The first is an analysis of the argument. To this “new dogma,” Cross provides two responses. The new dogma is that Christ’s human nature has the property of “being omnipresent” or “being ubiquitous.” The humanity is everywhere ( and )įrom this line of reasoning, says Cross, Lutherans believe that Luther advances a “new dogma” concerning Christ’s humanity. It is not the case that the divinity exists where the humanity does not ( and MT)Ĭ3. It is not the case that the natures are spatially divided.

  • If the natures are spatially divided, the person is divided.Ĭ1.
  • If the divinity exists where the humanity does not, the person is divided. Here’s Cross’s rendering of this Lutheran argument: Luther, it seems, thinks that ascribing various properties to one of Christ’s natures and not to the other entails Nestorianism. On Cross’s reading, Luther has an important Christological worry that motivates his argument for bodily omnipresence. Why on earth should anyone entertain that a body possibly could be omnipresent?Įnter Martin Luther. Indeed, my own response to such a concept is one of incredulity.
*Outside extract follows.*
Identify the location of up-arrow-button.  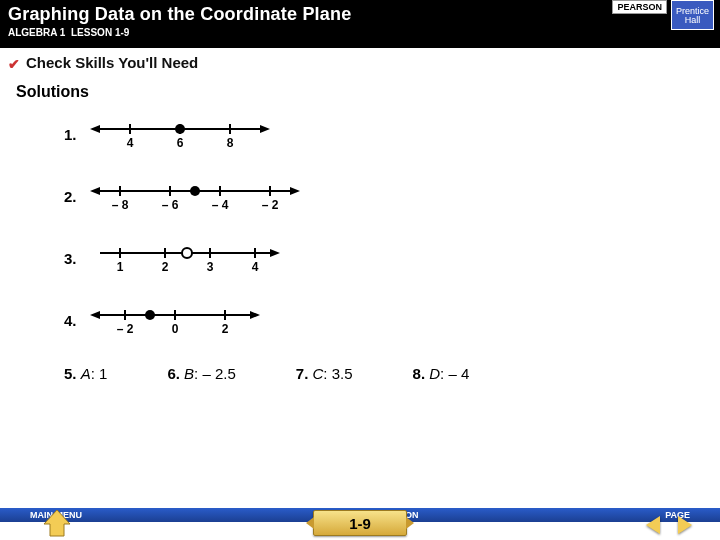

    ubiquity and omnipresence

    Bodies aren’t maximal sorts of things bodies, by virtue of the nature of having the property “being a body” are limited so, no body (no body ≠ nobody) can be omnipresent. Now, one immediate response to the question is “no, of course not bodies aren’t the sorts of things that can be omnipresent.” One reason for this immediate response might be this: omnipresence is a divine property it’s a maximal property predicable only to that which is a maximal sort of thing (i.e., God). O’Brian Professor of Philosophy at the University of Notre Dame, came to Fuller to shed some light, particularly by way of a close reading of the Reformation and post-Reformation Christological/Eucharistic debates that cropped up between Luther, Zwingli, and others. What about this question: can a human body be located everywhere? Can a human body be omnipresent? To this question, Dr. What sort of things are humans? What is a human’s relation to its creator? What is a human’s relation to another human? Do humans have a vocation? If so, what is it? Did God make a human being one substance? Two substances? Three substances? When thinking about theological anthropology, myriad questions arise.